The thing is, it wasn’t all Monty, because there was also Alex, the future Field Marshal Viscount Harold Alexander of Tunis. Now, we all know Monty didn’t think he had a lot going on up top but the fact is he was a
lot more than just a Dapper Dan and he grasped the importance of what the camoufleurs could do. Camou what? Yep, you heard me; they even have a proper name for the artisans of the trade. Amazing, isn’t it? What you can learn in such a pleasurable way in the otherwise tedious surroundings of a commuter train. The epic nature of the deception of Operation Bertram and its role in the Battle of El Alamein is beautifully told. The British, some like to tell you, aren’t inventive and don’t do stuff. We know they’re talking cobblers, but if you’re short on inspiration, read this book.

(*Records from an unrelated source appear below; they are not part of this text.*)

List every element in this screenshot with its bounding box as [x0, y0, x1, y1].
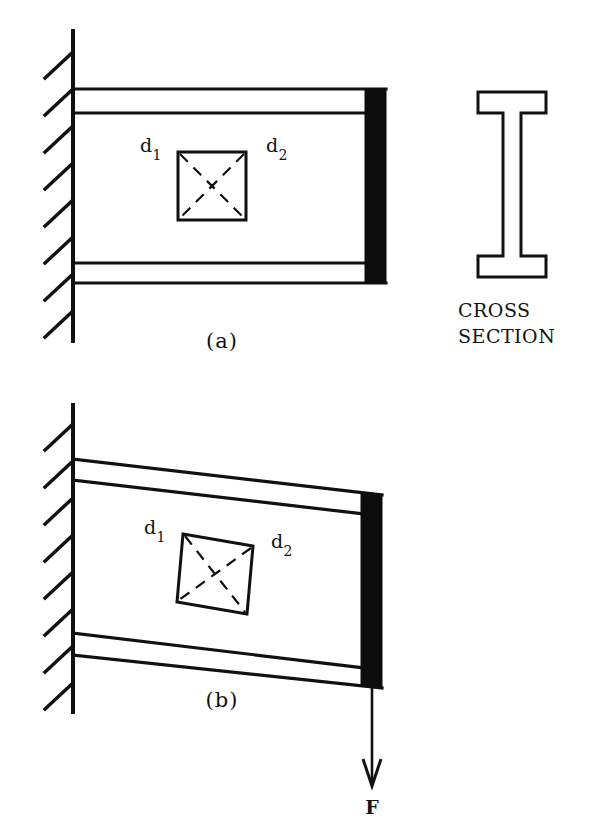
- panel-b-beam: [73, 459, 382, 688]
- panel-b-element: d 1 d 2: [144, 516, 293, 614]
- element-label-d2-b: d 2: [271, 530, 293, 559]
- d2-base-b: d: [271, 530, 283, 552]
- d2-subscript-a: 2: [279, 147, 288, 163]
- wall-hatch-marks-a: [45, 52, 73, 337]
- wall-hatch-marks-b: [45, 424, 73, 709]
- beam-bottom-flange-upper-edge-b: [73, 633, 364, 668]
- d1-base-a: d: [140, 134, 152, 156]
- i-beam-cross-section-icon: [478, 92, 546, 277]
- element-diagonals-a: [180, 154, 244, 218]
- panel-a-wall: [45, 31, 73, 341]
- panel-a-group: d 1 d 2 (a): [45, 31, 386, 353]
- force-label: F: [365, 796, 379, 818]
- engineering-figure-canvas: d 1 d 2 (a) CROSS SECTION: [0, 0, 594, 824]
- panel-a-element: d 1 d 2: [140, 134, 288, 220]
- panel-b-caption: (b): [206, 688, 239, 712]
- force-arrow-group-b: F: [363, 688, 381, 818]
- beam-top-flange-upper-edge-b: [73, 459, 382, 495]
- beam-free-end-block-b: [361, 493, 382, 688]
- element-diagonals-b: [179, 536, 251, 612]
- panel-a-caption: (a): [206, 329, 238, 353]
- figure-root: d 1 d 2 (a) CROSS SECTION: [0, 0, 594, 824]
- d2-base-a: d: [266, 134, 278, 156]
- element-label-d2-a: d 2: [266, 134, 288, 163]
- panel-b-wall: [45, 405, 73, 712]
- cross-section-group: CROSS SECTION: [458, 92, 555, 347]
- element-label-d1-b: d 1: [144, 516, 166, 545]
- panel-b-group: d 1 d 2 F (b): [45, 405, 382, 818]
- beam-bottom-flange-lower-edge-b: [73, 655, 382, 688]
- d1-subscript-b: 1: [157, 529, 166, 545]
- beam-free-end-block-a: [365, 89, 386, 283]
- d2-subscript-b: 2: [284, 543, 293, 559]
- d1-base-b: d: [144, 516, 156, 538]
- element-label-d1-a: d 1: [140, 134, 162, 163]
- beam-top-flange-lower-edge-b: [73, 480, 364, 514]
- cross-section-label-line1: CROSS: [458, 299, 531, 321]
- cross-section-label-line2: SECTION: [458, 325, 555, 347]
- panel-a-beam: [73, 89, 386, 283]
- d1-subscript-a: 1: [153, 147, 162, 163]
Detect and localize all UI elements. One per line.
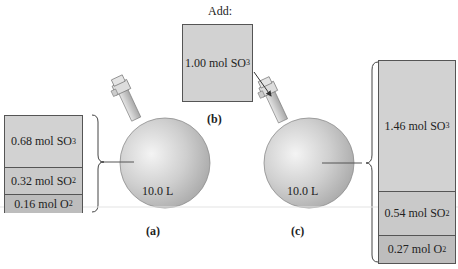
panel-a-label: (a) <box>146 224 160 239</box>
flask-c-volume: 10.0 L <box>287 184 318 199</box>
panel-a-contents: 0.68 mol SO3 0.32 mol SO2 0.16 mol O2 <box>4 115 83 213</box>
panel-b-so3: 1.00 mol SO3 <box>183 25 252 101</box>
panel-c-so3: 1.46 mol SO3 <box>379 61 455 191</box>
panel-a-o2: 0.16 mol O2 <box>5 194 82 213</box>
panel-a-so3: 0.68 mol SO3 <box>5 116 82 167</box>
panel-c-so2: 0.54 mol SO2 <box>379 191 455 235</box>
panel-c-label: (c) <box>291 224 304 239</box>
brace-c <box>366 62 378 262</box>
brace-a <box>92 115 104 212</box>
flask-a-volume: 10.0 L <box>142 184 173 199</box>
panel-c-o2: 0.27 mol O2 <box>379 235 455 263</box>
panel-c-contents: 1.46 mol SO3 0.54 mol SO2 0.27 mol O2 <box>378 60 456 264</box>
panel-b-contents: 1.00 mol SO3 <box>182 24 253 102</box>
panel-b-heading: Add: <box>208 4 232 19</box>
panel-b-label: (b) <box>207 112 222 127</box>
panel-a-so2: 0.32 mol SO2 <box>5 167 82 194</box>
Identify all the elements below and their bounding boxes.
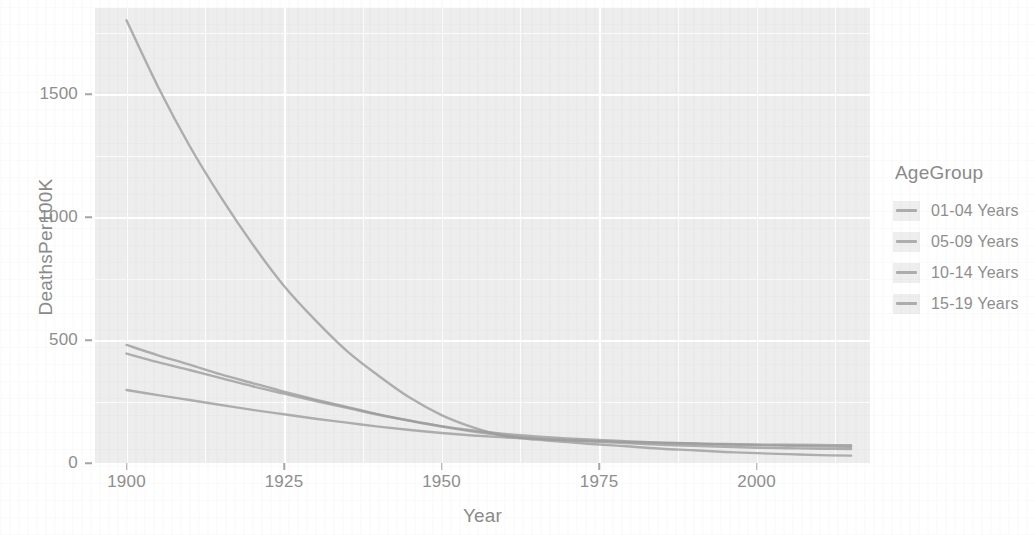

This beautifully told story outstrips the standard of many of the WW2 books I’ve seen recently and is an exercise in finding the right blend of unusual subject and solid research mixed with plain good old fashioned intelligent writing. I can’t fault it. You may have wondered why the hell I bothered with the preamble about the old books, but the answer is simple. If you think about it seriously, all those grand biographies by general this and field marshal so-and-so or the histories by eminent professors and high placed journalists from that classic era where most of our accepted history comes from stuck to a fairly solid script and it was only in the footnotes that you found little tidbits of detail of a story that make up whole books for the Rick Strouds of this world. The terrific band of camoufleurs at Alamein might, just might, at the will of a 1950s author and the whim of his disciplined editor have made no more than a sentence, if they were lucky; at the bottom of a page in six point Times New Roman in one of those books now going dry on your granddad’s book shelf. Isn’t that sad? Think of what he missed and count yourself lucky.

Mark Barnes

THE PHANTOM ARMY OF ALAMEIN
How the Camouflage Unit and Operation Bertram Hoodwinked Rommel
By Rick Stroud
Published in hardback by Bloomsbury £16.99
ISBN: 978 1 40882 910 3

 

Mark Barnes

Mark Barnes is a longstanding friend of WHO, providing features, photography and reviews. He has contributed to The Times of London and other publications. He is the author of The Liberation of Europe (pub 2016) and If War Should Come due later in 2020.